This is a little bit messy but the basic idea is:
Syntax::Highlighter now has a Syntax::HighlighterClient to talk to the
outside world. It mostly communicates in LibGUI primitives that are
available in headers, so inlineable.
GUI::TextEditor inherits from Syntax::HighlighterClient.
This let us to move GUI::JSSyntaxHighlighter to JS::SyntaxHighlighter
and remove LibGUI's dependency on LibJS.
We were returning early from the deinterlacing loop after the very last
pass, but we should just let the outer loop finish and return instead.
This makes the Netscape animation on https://timmorgan.dev work. :^)
This is an external file from https://pci-ids.ucw.cz that's being updated
daily, which was imported a while ago but probably shouldn't live in the
SerenityOS repository in the first place (or else would need manual
maintenance). The legal aspects of redistributing this file as we
currently do are not quite clear to me, they require either GPL (version
2 or later) or 3-clause BSD - Serenity is 2-clause BSD...
The current version we use is 2019.08.08, so quite outdated - and while
most of these devices are obviously not supported, we're still capable
of *listing* them, so having an up-to-date version with recent additions
and fixes would be nice.
This updates the root CMakeLists.txt to check for existence of the file
and download it if not found - effectively on every fresh build. Do note
that this is not a critical file, and the system runs just fine should
this ever fail. :^)
This patch brings Kernel::RangeAllocator to UserspaceEmulator in a
slightly simplified form.
It supports the basic three allocation types needed by virt$mmap():
allocate_anywhere, allocate_specific, and allocate_randomized.
Porting virt$mmap() and virt$munmap() to use the allocator makes
UE work correctly once again. :^)
They're really the same thing: a DNS packet can contain both questions and
answers, and there's a single bit in the header that determines whether the
packet represents a query or a response. It'll be simpler for us to represent
both types of packets using the same class.
This class can be both serialized and deserialized to/from a raw DNS packet.
Now that we no longer depend on the textual IPC format, we can pass IP addresses
in the format most code actually has and needs it: in binary. The only places we
actually have to deal with textual address representation is:
* When reading /etc/hosts, we have to parse textual addresses & convert them to
binary;
* When doing reverse lookups, we have to form a pseudo-hostname of the form
x.x.x.x.in-addr.arpa.
So we do the conversion in those two cases.
This also increases uniformity between how we handle A (IPv4 address) and other
resource record types. Namely, we now store the raw binary data as received from
a DNS server.
The ad-hoc IPC we were doing with LookupServer was kinda gross. With this,
LookupServer is a regular IPC server. In the future, we want to add more APIs
for LookupServer to talk to its clients (such as DHCPClient telling LookupServer
about the DNS server discovered via DHCP, and DNS-SD client browsing for
services), which calls for a more expressive IPC format; this is what LibIPC is
perfect for.
While the LookupServer side is using the regular LibIPC mechanics and patterns,
the LibC side has to hand-roll LibIPC format serialization without actually
using LibIPC. We might be able to get rid of this in the future, but for now it
has to be like that. The good news is the format is not that bad at all.
Currently, there is no way to know when in a profile's duration a
sample was taken. This commit adds a basic timestamp to the timeline
widget, and a black bar to show where the cursor is hovering over.
I just ran through successfully building and running SerenityOS under
macOS. I ran into two main things that I struggled with, which were
- properly enabling osxfuse (through System Preferences)
- running the suggested command about compiler versions in such a way
that would be compatible with Ninja (as it turns out, I just needed
to add `-G Ninja` to the command)
This commit clarifies those things for anyone who may follow
We now build the kernel with partial UBSAN support.
The following -fsanitize sub-options are enabled:
* nonnull-attribute
* bool
If the kernel detects UB at runtime, it will now print a debug message
with a stack trace. This is very cool! I'm leaving it on by default for
now, but we'll probably have to re-evaluate this as more options are
enabled and slowdown increases.
This achieves two things:
- Programs can now intentionally perform arbitrary syscalls by calling
syscall(). This allows us to work on things like syscall fuzzing.
- It restricts the ability of userspace to make syscalls to a single
4KB page of code. In order to call the kernel directly, an attacker
must now locate this page and call through it.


## Assignment
Please reproduce the data below exactly, from the first line to the last.

(Figure collection entries)
☆ ☆ ☆ ☆ ☆ ☆ ☆
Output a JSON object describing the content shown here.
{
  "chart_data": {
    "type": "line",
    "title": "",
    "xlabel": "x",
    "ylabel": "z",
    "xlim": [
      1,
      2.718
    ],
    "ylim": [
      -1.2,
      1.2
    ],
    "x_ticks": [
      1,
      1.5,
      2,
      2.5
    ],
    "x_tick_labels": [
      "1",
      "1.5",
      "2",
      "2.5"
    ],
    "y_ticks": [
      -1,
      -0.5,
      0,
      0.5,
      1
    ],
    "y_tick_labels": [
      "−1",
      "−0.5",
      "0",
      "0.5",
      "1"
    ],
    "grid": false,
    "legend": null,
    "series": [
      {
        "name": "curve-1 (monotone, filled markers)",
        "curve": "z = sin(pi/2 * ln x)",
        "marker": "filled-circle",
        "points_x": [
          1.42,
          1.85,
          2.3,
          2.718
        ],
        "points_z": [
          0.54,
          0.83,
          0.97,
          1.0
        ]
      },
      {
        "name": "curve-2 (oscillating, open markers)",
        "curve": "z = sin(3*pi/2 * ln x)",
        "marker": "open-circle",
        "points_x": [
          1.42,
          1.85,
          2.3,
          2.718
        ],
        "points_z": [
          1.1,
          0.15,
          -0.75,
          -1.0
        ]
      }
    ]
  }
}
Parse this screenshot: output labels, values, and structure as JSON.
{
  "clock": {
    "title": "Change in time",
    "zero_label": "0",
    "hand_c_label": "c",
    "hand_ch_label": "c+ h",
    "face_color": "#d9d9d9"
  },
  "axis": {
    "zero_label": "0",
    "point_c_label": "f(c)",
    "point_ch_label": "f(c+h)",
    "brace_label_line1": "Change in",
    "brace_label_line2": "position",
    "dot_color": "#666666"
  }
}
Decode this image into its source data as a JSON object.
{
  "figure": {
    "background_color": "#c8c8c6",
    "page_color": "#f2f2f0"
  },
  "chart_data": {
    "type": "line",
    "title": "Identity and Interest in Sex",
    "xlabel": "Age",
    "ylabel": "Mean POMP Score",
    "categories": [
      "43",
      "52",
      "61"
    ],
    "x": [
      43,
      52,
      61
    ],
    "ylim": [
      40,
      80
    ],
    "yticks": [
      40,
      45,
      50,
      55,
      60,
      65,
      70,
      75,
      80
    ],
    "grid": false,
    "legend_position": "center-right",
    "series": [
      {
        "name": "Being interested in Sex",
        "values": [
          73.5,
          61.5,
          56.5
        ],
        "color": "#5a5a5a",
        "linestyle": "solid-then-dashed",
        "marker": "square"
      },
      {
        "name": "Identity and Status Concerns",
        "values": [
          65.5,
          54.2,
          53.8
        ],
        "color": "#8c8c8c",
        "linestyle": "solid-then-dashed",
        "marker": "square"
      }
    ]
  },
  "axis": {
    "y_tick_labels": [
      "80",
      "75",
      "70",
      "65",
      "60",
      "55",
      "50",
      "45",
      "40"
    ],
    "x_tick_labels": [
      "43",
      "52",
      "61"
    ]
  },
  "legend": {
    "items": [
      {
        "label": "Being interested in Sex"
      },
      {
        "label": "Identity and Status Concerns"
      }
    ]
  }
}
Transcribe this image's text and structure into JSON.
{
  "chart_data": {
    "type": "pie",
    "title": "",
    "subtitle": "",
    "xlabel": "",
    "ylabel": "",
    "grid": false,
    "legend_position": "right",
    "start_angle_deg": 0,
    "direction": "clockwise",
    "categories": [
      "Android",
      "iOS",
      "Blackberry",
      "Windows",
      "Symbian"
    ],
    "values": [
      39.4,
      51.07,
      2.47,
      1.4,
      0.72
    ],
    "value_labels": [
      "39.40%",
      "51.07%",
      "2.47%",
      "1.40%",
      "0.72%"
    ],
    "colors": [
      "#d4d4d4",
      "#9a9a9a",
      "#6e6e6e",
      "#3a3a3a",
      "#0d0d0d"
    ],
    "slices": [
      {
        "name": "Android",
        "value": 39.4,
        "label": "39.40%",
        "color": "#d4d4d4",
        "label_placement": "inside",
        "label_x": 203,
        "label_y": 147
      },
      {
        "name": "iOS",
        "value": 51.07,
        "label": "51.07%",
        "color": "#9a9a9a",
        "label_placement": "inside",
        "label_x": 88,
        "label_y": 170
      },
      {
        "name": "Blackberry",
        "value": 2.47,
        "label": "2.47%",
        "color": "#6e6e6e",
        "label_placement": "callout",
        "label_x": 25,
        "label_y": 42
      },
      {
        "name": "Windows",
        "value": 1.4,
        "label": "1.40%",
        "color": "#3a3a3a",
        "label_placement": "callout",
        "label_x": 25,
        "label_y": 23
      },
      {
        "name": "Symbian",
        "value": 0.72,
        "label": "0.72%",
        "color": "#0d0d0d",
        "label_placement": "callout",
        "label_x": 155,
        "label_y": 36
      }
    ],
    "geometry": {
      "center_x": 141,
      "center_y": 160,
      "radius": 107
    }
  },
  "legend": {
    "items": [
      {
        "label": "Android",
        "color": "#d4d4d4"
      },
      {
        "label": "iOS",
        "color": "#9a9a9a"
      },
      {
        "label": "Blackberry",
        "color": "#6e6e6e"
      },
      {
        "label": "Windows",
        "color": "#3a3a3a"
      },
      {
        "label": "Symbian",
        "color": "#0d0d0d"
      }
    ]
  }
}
☆ ☆ ☆ ☆ ☆ ☆ ☆
## Answer for this exercise
Output a JSON object describing the content shown here.
{
  "chart_data": {
    "type": "line",
    "title": "",
    "xlabel": "x",
    "ylabel": "z",
    "xlim": [
      1,
      2.718
    ],
    "ylim": [
      -1.2,
      1.2
    ],
    "x_ticks": [
      1,
      1.5,
      2,
      2.5
    ],
    "x_tick_labels": [
      "1",
      "1.5",
      "2",
      "2.5"
    ],
    "y_ticks": [
      -1,
      -0.5,
      0,
      0.5,
      1
    ],
    "y_tick_labels": [
      "−1",
      "−0.5",
      "0",
      "0.5",
      "1"
    ],
    "grid": false,
    "legend": null,
    "series": [
      {
        "name": "curve-1 (monotone, filled markers)",
        "curve": "z = sin(pi/2 * ln x)",
        "marker": "filled-circle",
        "points_x": [
          1.42,
          1.85,
          2.3,
          2.718
        ],
        "points_z": [
          0.54,
          0.83,
          0.97,
          1.0
        ]
      },
      {
        "name": "curve-2 (oscillating, open markers)",
        "curve": "z = sin(3*pi/2 * ln x)",
        "marker": "open-circle",
        "points_x": [
          1.42,
          1.85,
          2.3,
          2.718
        ],
        "points_z": [
          1.1,
          0.15,
          -0.75,
          -1.0
        ]
      }
    ]
  }
}
Parse this screenshot: output labels, values, and structure as JSON.
{
  "clock": {
    "title": "Change in time",
    "zero_label": "0",
    "hand_c_label": "c",
    "hand_ch_label": "c+ h",
    "face_color": "#d9d9d9"
  },
  "axis": {
    "zero_label": "0",
    "point_c_label": "f(c)",
    "point_ch_label": "f(c+h)",
    "brace_label_line1": "Change in",
    "brace_label_line2": "position",
    "dot_color": "#666666"
  }
}
Decode this image into its source data as a JSON object.
{
  "figure": {
    "background_color": "#c8c8c6",
    "page_color": "#f2f2f0"
  },
  "chart_data": {
    "type": "line",
    "title": "Identity and Interest in Sex",
    "xlabel": "Age",
    "ylabel": "Mean POMP Score",
    "categories": [
      "43",
      "52",
      "61"
    ],
    "x": [
      43,
      52,
      61
    ],
    "ylim": [
      40,
      80
    ],
    "yticks": [
      40,
      45,
      50,
      55,
      60,
      65,
      70,
      75,
      80
    ],
    "grid": false,
    "legend_position": "center-right",
    "series": [
      {
        "name": "Being interested in Sex",
        "values": [
          73.5,
          61.5,
          56.5
        ],
        "color": "#5a5a5a",
        "linestyle": "solid-then-dashed",
        "marker": "square"
      },
      {
        "name": "Identity and Status Concerns",
        "values": [
          65.5,
          54.2,
          53.8
        ],
        "color": "#8c8c8c",
        "linestyle": "solid-then-dashed",
        "marker": "square"
      }
    ]
  },
  "axis": {
    "y_tick_labels": [
      "80",
      "75",
      "70",
      "65",
      "60",
      "55",
      "50",
      "45",
      "40"
    ],
    "x_tick_labels": [
      "43",
      "52",
      "61"
    ]
  },
  "legend": {
    "items": [
      {
        "label": "Being interested in Sex"
      },
      {
        "label": "Identity and Status Concerns"
      }
    ]
  }
}
Transcribe this image's text and structure into JSON.
{
  "chart_data": {
    "type": "pie",
    "title": "",
    "subtitle": "",
    "xlabel": "",
    "ylabel": "",
    "grid": false,
    "legend_position": "right",
    "start_angle_deg": 0,
    "direction": "clockwise",
    "categories": [
      "Android",
      "iOS",
      "Blackberry",
      "Windows",
      "Symbian"
    ],
    "values": [
      39.4,
      51.07,
      2.47,
      1.4,
      0.72
    ],
    "value_labels": [
      "39.40%",
      "51.07%",
      "2.47%",
      "1.40%",
      "0.72%"
    ],
    "colors": [
      "#d4d4d4",
      "#9a9a9a",
      "#6e6e6e",
      "#3a3a3a",
      "#0d0d0d"
    ],
    "slices": [
      {
        "name": "Android",
        "value": 39.4,
        "label": "39.40%",
        "color": "#d4d4d4",
        "label_placement": "inside",
        "label_x": 203,
        "label_y": 147
      },
      {
        "name": "iOS",
        "value": 51.07,
        "label": "51.07%",
        "color": "#9a9a9a",
        "label_placement": "inside",
        "label_x": 88,
        "label_y": 170
      },
      {
        "name": "Blackberry",
        "value": 2.47,
        "label": "2.47%",
        "color": "#6e6e6e",
        "label_placement": "callout",
        "label_x": 25,
        "label_y": 42
      },
      {
        "name": "Windows",
        "value": 1.4,
        "label": "1.40%",
        "color": "#3a3a3a",
        "label_placement": "callout",
        "label_x": 25,
        "label_y": 23
      },
      {
        "name": "Symbian",
        "value": 0.72,
        "label": "0.72%",
        "color": "#0d0d0d",
        "label_placement": "callout",
        "label_x": 155,
        "label_y": 36
      }
    ],
    "geometry": {
      "center_x": 141,
      "center_y": 160,
      "radius": 107
    }
  },
  "legend": {
    "items": [
      {
        "label": "Android",
        "color": "#d4d4d4"
      },
      {
        "label": "iOS",
        "color": "#9a9a9a"
      },
      {
        "label": "Blackberry",
        "color": "#6e6e6e"
      },
      {
        "label": "Windows",
        "color": "#3a3a3a"
      },
      {
        "label": "Symbian",
        "color": "#0d0d0d"
      }
    ]
  }
}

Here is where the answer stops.